Castleberry ISD to pilot performance-based principal pay through state strategic compensation grant
Summary
Catherine Walker described a state-funded pilot tying principal pay to student outcomes, instructional leadership (TPAS) and campus environment; the district will implement a hold-harmless year and roll principal pay changes into 2027.
Catherine Walker, director of talent acquisition and development, presented Castleberry ISD’s plan to implement a principal-focused strategic compensation system funded in part by a Texas Education Agency grant.
Walker said Castleberry was among roughly a dozen districts selected to pilot the strategic compensation model that ties pay to three weighted categories: student outcomes (60%), instructional leadership (20%) and campus environment (20%). Student outcomes will use campus accountability ratings and student-growth measures; instructional leadership will use the Texas Principal Evaluation and Support System (TPESS), and the campus environment metric will include safety, attendance, teacher satisfaction and family engagement.
Walker displayed a sample scorecard showing how points map to an effectiveness level and then to salary bands. She said principals would receive a “what-if” scorecard using 2024–25 data so they can see how the system would affect pay. Walker emphasized the district will implement a hold-harmless year so principals whose computed effectiveness band falls below their current salary will not lose pay in the first year. After the pilot year, the district will use a two-year rolling average.
Board members asked about appeals or overrides for principals whose scores may be affected by turnover or other exogenous factors. Walker said the two-year rolling average will smooth out one-year swings and that any board-level override or policy change would be brought to a committee for discussion. Board members also asked whether assistant principals and other roles will be included; Walker said the principal plan is phase one and the district will explore additional roles and alignment with the teacher incentive allotment (TIA) in future years.
Walker and other administrators said stakeholder feedback informed adjustments made to the design. The plan aims to reward strong-performing principals and to retain instructional leaders; Walker said similar models have been used by larger Texas districts such as Dallas and Fort Worth.
Ending: The board received the update and engaged in questions; no vote was taken on the framework at this meeting.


- Task to carry out: Copy out the data that comes next, character for character, and leave the images aside.

[Stored items]
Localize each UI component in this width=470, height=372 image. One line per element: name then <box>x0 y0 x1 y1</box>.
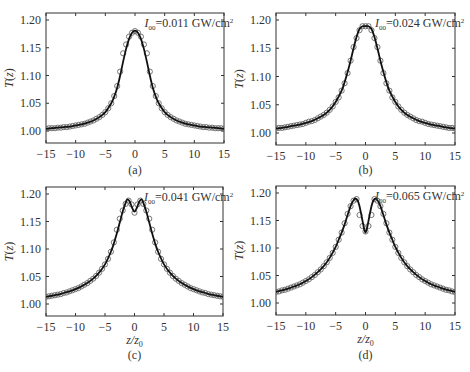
y-tick-label: 1.00 <box>250 296 271 310</box>
theory-curve <box>276 198 455 292</box>
panel-c: −15−10−50510151.001.051.101.151.20T(z)z/… <box>2 187 234 362</box>
x-tick-label: 0 <box>132 147 138 161</box>
axes-frame <box>46 187 223 316</box>
y-tick-label: 1.10 <box>20 242 41 256</box>
x-tick-label: −5 <box>329 149 342 163</box>
y-tick-label: 1.20 <box>250 13 271 27</box>
panel-label: (a) <box>128 163 141 177</box>
x-tick-label: 10 <box>188 320 200 334</box>
experiment-markers <box>273 196 457 294</box>
x-tick-label: 15 <box>449 319 461 333</box>
axes-frame <box>276 13 455 145</box>
y-tick-label: 1.00 <box>20 124 41 138</box>
x-tick-label: −10 <box>66 320 85 334</box>
x-tick-label: 15 <box>449 149 461 163</box>
y-tick-label: 1.10 <box>20 69 41 83</box>
y-tick-label: 1.20 <box>250 186 271 200</box>
panel-label: (c) <box>128 348 141 362</box>
panel-a: −15−10−50510151.001.051.101.151.20T(z)(a… <box>2 13 234 177</box>
y-tick-label: 1.15 <box>20 215 41 229</box>
y-axis-label: T(z) <box>232 69 246 88</box>
x-tick-label: −15 <box>267 149 286 163</box>
panel-d: −15−10−50510151.001.051.101.151.20T(z)z/… <box>232 186 465 362</box>
x-tick-label: −5 <box>329 319 342 333</box>
intensity-annotation: I00=0.024 GW/cm2 <box>374 16 465 32</box>
x-tick-label: 0 <box>363 319 369 333</box>
x-tick-label: −15 <box>37 320 56 334</box>
panel-b: −15−10−50510151.001.051.101.151.20T(z)(b… <box>232 13 465 177</box>
y-tick-label: 1.20 <box>20 187 41 201</box>
experiment-markers <box>273 24 457 131</box>
x-tick-label: −15 <box>37 147 56 161</box>
experiment-markers <box>43 29 226 132</box>
y-tick-label: 1.15 <box>250 41 271 55</box>
x-tick-label: −10 <box>296 149 315 163</box>
x-tick-label: 10 <box>419 149 431 163</box>
panel-label: (b) <box>359 163 373 177</box>
x-tick-label: 10 <box>419 319 431 333</box>
x-tick-label: 15 <box>218 147 230 161</box>
x-tick-label: −5 <box>99 147 112 161</box>
y-tick-label: 1.05 <box>20 96 41 110</box>
y-axis-label: T(z) <box>2 68 16 87</box>
theory-curve <box>46 199 223 296</box>
x-axis-label: z/z0 <box>125 333 143 349</box>
y-tick-label: 1.10 <box>250 241 271 255</box>
y-axis-label: T(z) <box>2 242 16 261</box>
intensity-annotation: I00=0.041 GW/cm2 <box>143 190 234 206</box>
x-tick-label: 5 <box>162 147 168 161</box>
theory-curve <box>46 31 224 129</box>
intensity-annotation: I00=0.065 GW/cm2 <box>374 189 465 205</box>
x-tick-label: 5 <box>392 319 398 333</box>
experiment-markers <box>43 198 225 299</box>
x-tick-label: 10 <box>188 147 200 161</box>
x-axis-label: z/z0 <box>356 332 374 348</box>
y-tick-label: 1.00 <box>250 126 271 140</box>
x-tick-label: −15 <box>267 319 286 333</box>
y-tick-label: 1.05 <box>20 270 41 284</box>
x-tick-label: 15 <box>217 320 229 334</box>
x-tick-label: −10 <box>66 147 85 161</box>
x-tick-label: 0 <box>363 149 369 163</box>
x-tick-label: −10 <box>296 319 315 333</box>
panel-label: (d) <box>359 348 373 362</box>
intensity-annotation: I00=0.011 GW/cm2 <box>143 16 233 32</box>
y-tick-label: 1.15 <box>20 41 41 55</box>
axes-frame <box>276 186 455 315</box>
figure-canvas: −15−10−50510151.001.051.101.151.20T(z)(a… <box>0 0 470 372</box>
y-tick-label: 1.05 <box>250 98 271 112</box>
y-axis-label: T(z) <box>232 241 246 260</box>
theory-curve <box>276 26 455 128</box>
x-tick-label: 5 <box>161 320 167 334</box>
y-tick-label: 1.20 <box>20 13 41 27</box>
x-tick-label: −5 <box>99 320 112 334</box>
x-tick-label: 5 <box>392 149 398 163</box>
y-tick-label: 1.15 <box>250 214 271 228</box>
x-tick-label: 0 <box>132 320 138 334</box>
y-tick-label: 1.10 <box>250 70 271 84</box>
y-tick-label: 1.05 <box>250 269 271 283</box>
y-tick-label: 1.00 <box>20 297 41 311</box>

- Exercise answer:
Localize each UI component in this width=470, height=372 image. One line per element: name then <box>x0 y0 x1 y1</box>.
y-tick-label: 1.00 <box>250 296 271 310</box>
theory-curve <box>276 198 455 292</box>
panel-c: −15−10−50510151.001.051.101.151.20T(z)z/… <box>2 187 234 362</box>
x-tick-label: 0 <box>132 147 138 161</box>
axes-frame <box>46 187 223 316</box>
y-tick-label: 1.10 <box>20 242 41 256</box>
x-tick-label: −5 <box>329 149 342 163</box>
y-tick-label: 1.20 <box>250 13 271 27</box>
panel-label: (a) <box>128 163 141 177</box>
x-tick-label: 10 <box>188 320 200 334</box>
experiment-markers <box>273 196 457 294</box>
x-tick-label: 15 <box>449 319 461 333</box>
axes-frame <box>276 13 455 145</box>
y-tick-label: 1.00 <box>20 124 41 138</box>
x-tick-label: −10 <box>66 320 85 334</box>
x-tick-label: 15 <box>449 149 461 163</box>
y-tick-label: 1.10 <box>20 69 41 83</box>
y-tick-label: 1.20 <box>250 186 271 200</box>
panel-label: (c) <box>128 348 141 362</box>
panel-a: −15−10−50510151.001.051.101.151.20T(z)(a… <box>2 13 234 177</box>
y-tick-label: 1.15 <box>20 215 41 229</box>
y-axis-label: T(z) <box>232 69 246 88</box>
x-tick-label: −15 <box>267 149 286 163</box>
panel-d: −15−10−50510151.001.051.101.151.20T(z)z/… <box>232 186 465 362</box>
x-tick-label: −5 <box>329 319 342 333</box>
intensity-annotation: I00=0.024 GW/cm2 <box>374 16 465 32</box>
x-tick-label: 0 <box>363 319 369 333</box>
x-tick-label: −15 <box>37 320 56 334</box>
panel-b: −15−10−50510151.001.051.101.151.20T(z)(b… <box>232 13 465 177</box>
y-tick-label: 1.20 <box>20 187 41 201</box>
experiment-markers <box>273 24 457 131</box>
x-tick-label: −15 <box>37 147 56 161</box>
experiment-markers <box>43 29 226 132</box>
y-tick-label: 1.15 <box>250 41 271 55</box>
x-tick-label: −10 <box>296 149 315 163</box>
x-tick-label: 10 <box>419 149 431 163</box>
panel-label: (b) <box>359 163 373 177</box>
x-tick-label: 10 <box>419 319 431 333</box>
x-tick-label: 15 <box>218 147 230 161</box>
x-tick-label: −5 <box>99 147 112 161</box>
y-tick-label: 1.05 <box>20 96 41 110</box>
y-axis-label: T(z) <box>2 68 16 87</box>
theory-curve <box>46 199 223 296</box>
x-axis-label: z/z0 <box>125 333 143 349</box>
y-tick-label: 1.10 <box>250 241 271 255</box>
y-axis-label: T(z) <box>2 242 16 261</box>
intensity-annotation: I00=0.041 GW/cm2 <box>143 190 234 206</box>
x-tick-label: 5 <box>162 147 168 161</box>
theory-curve <box>46 31 224 129</box>
intensity-annotation: I00=0.065 GW/cm2 <box>374 189 465 205</box>
x-tick-label: 5 <box>392 319 398 333</box>
experiment-markers <box>43 198 225 299</box>
x-tick-label: 10 <box>188 147 200 161</box>
x-axis-label: z/z0 <box>356 332 374 348</box>
y-tick-label: 1.00 <box>250 126 271 140</box>
x-tick-label: −15 <box>267 319 286 333</box>
y-tick-label: 1.05 <box>20 270 41 284</box>
x-tick-label: 15 <box>217 320 229 334</box>
x-tick-label: −10 <box>66 147 85 161</box>
x-tick-label: 0 <box>363 149 369 163</box>
x-tick-label: −10 <box>296 319 315 333</box>
panel-label: (d) <box>359 348 373 362</box>
intensity-annotation: I00=0.011 GW/cm2 <box>143 16 233 32</box>
y-tick-label: 1.15 <box>20 41 41 55</box>
axes-frame <box>276 186 455 315</box>
figure-canvas: −15−10−50510151.001.051.101.151.20T(z)(a… <box>0 0 470 372</box>
y-tick-label: 1.05 <box>250 98 271 112</box>
y-axis-label: T(z) <box>232 241 246 260</box>
theory-curve <box>276 26 455 128</box>
x-tick-label: 5 <box>161 320 167 334</box>
y-tick-label: 1.20 <box>20 13 41 27</box>
x-tick-label: −5 <box>99 320 112 334</box>
x-tick-label: 5 <box>392 149 398 163</box>
y-tick-label: 1.15 <box>250 214 271 228</box>
x-tick-label: 0 <box>132 320 138 334</box>
y-tick-label: 1.10 <box>250 70 271 84</box>
y-tick-label: 1.05 <box>250 269 271 283</box>
y-tick-label: 1.00 <box>20 297 41 311</box>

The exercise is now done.